Gene Assembly in Ciliates - A glimpse into biological information processing

When researching material for a term paper on biocomputing, I came across a fascinating group of critters called ciliates. Ciliates are unicellular organisms that process their genomic information in a peculiar and unique way, one that was fascinating to study for the computer scientist side of me. In ciliates, we find a very illustrative example of how biological systems use structure as information. Plus they use pointers and linked lists.

 
There they are. Some ciliates. [Image from http://www.liacs.nl/~rbrijder/views_gene_assembly/]

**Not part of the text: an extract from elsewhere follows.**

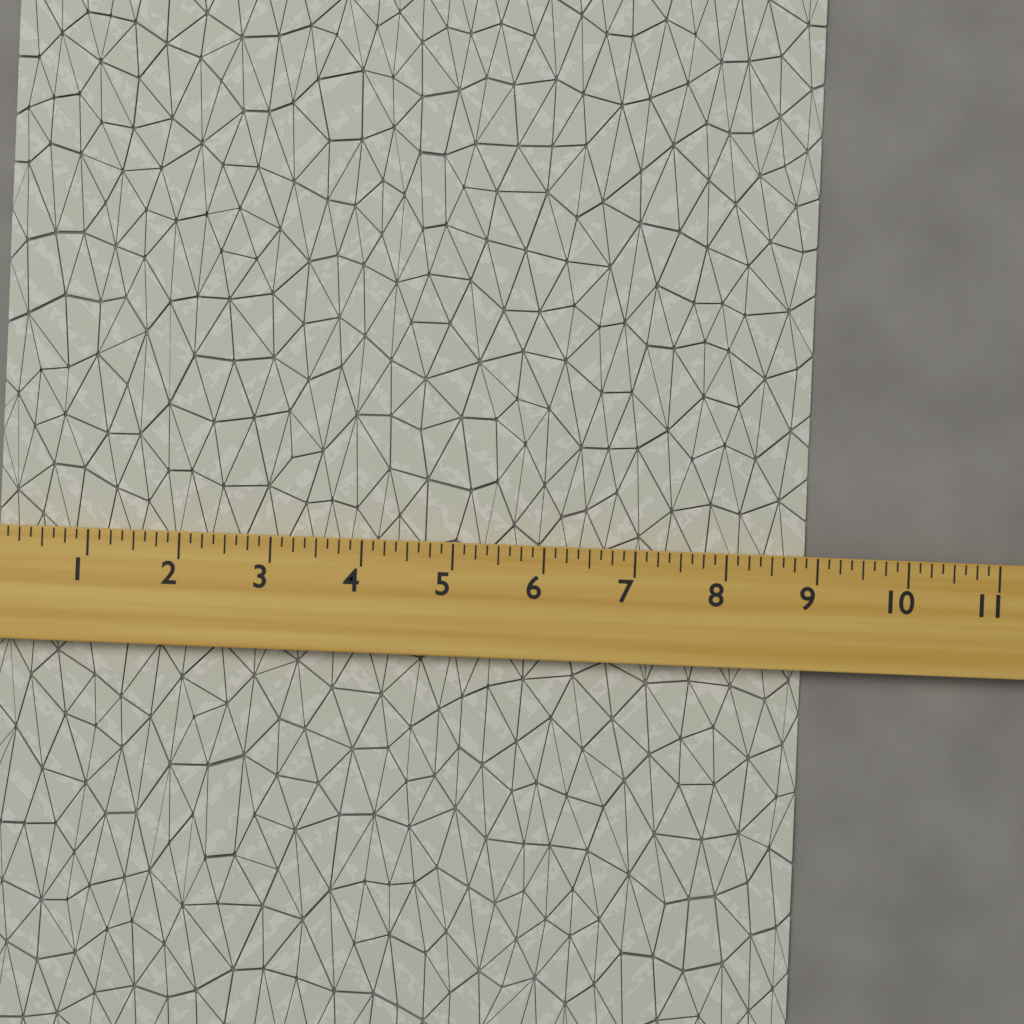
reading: 8.875 (no unit)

Ciliates, unlike other eukaryotes, have two different kinds of nuclei: macronuclei and micronuclei. A macronucleus is used in the everyday operation of the organism, for synthesizing the proteins it needs to survive. A micronucleus only comes into play during sexual reproduction (I'm stressing this because ciliates can also reproduce asexually). During sexual reproduction, two ciliates recombine their genetic material. The result is somewhat unusual: instead of yielding 2+n organisms - two parents, n children - this reproduction transforms the two original organisms which are then more like twins than anything else.
This is odd to begin with, but the way this works is even more interesting. Because after exchange of genetic material, each of the individuals discards its macronucleus and assembles a new one from the genetic material in the micronuclei.

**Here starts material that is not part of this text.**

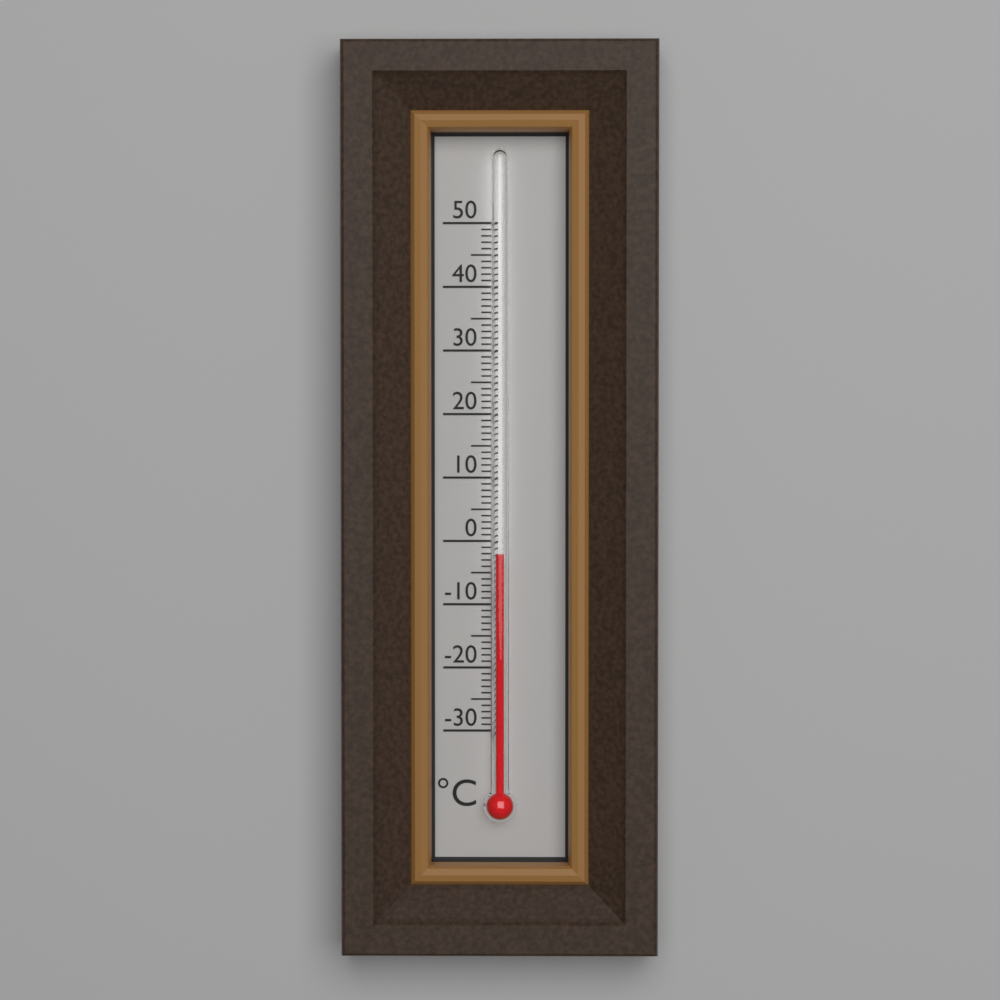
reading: -2 °C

Now, the genetic material as stored in the micronuclei is highly redundant and scrambled. Parts of genes are scattered all over the micronucleic genome, and during gene assembly, these scattered parts are cut and pasted back together. The mechanism of this, as last I heard, is not entirely understood. But we do know that fragments of genes contain pointers - short DNA sequences at the end of a fragment that match the start of the next fragment somewhere in the micronucleic genome. To me, this looked an awful lot like linked lists, with genes being the entire list and gene fragments being the list elements, chained together by pointers that link the one element to its successor. However, this can't be the whole picture, because the "pointers" in the micronucleic genome are not unique - some pointers are only three bases long and point to any number of locations in the genome. One hypothesis is that the macronucleic DNA is not entirely discarded at first, but serves as a "template" for the genome-in-making. However, this, too, leaves some questions open.

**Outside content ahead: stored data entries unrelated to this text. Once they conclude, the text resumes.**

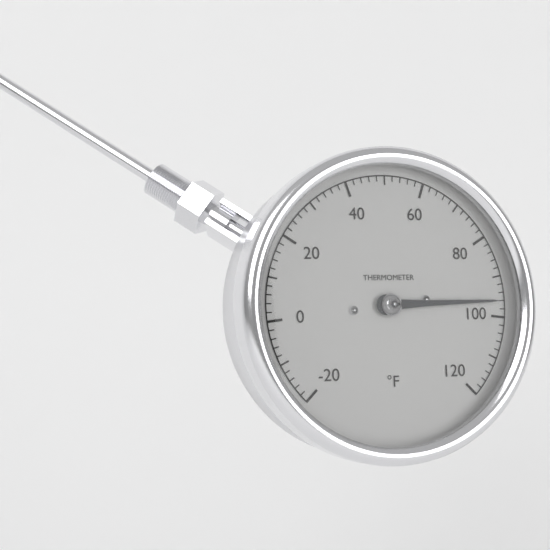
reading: 96 °F
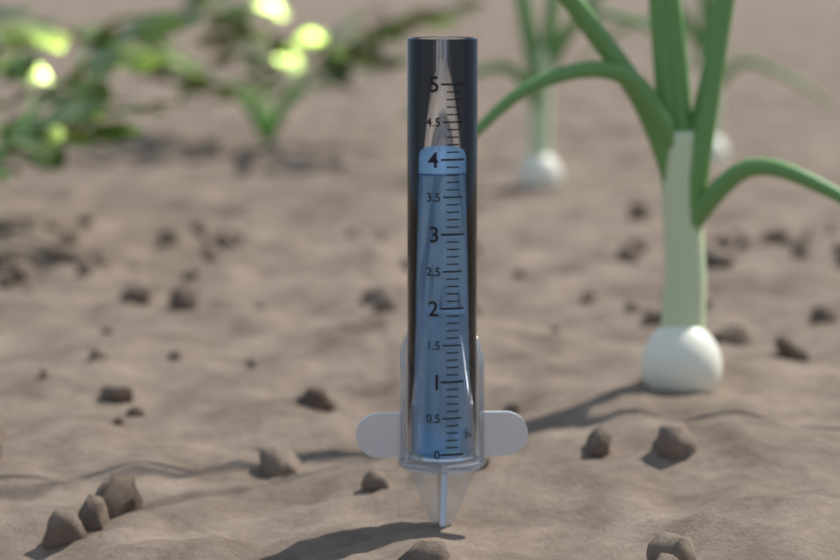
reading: 3.8 in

The other point I alluded to earlier - about structure being information - is an important concept in pretty much every type of biological information processing, and it also comes in during gene assembly. The assembly process relies on the three-dimensional structure of the DNA molecules to bring gene fragments together and align them in a way that lends itself to their cutting and pasting. Bazinga.

So much for a brief overview of gene assembly. If you're hooked: There is one book on the subject that gives a good overview, "Computation in Living Cells: Gene Assembly in Ciliates" by Ehrenfeucht et al. Maybe this is your starting point for going down the rabbit hole of biological information processing.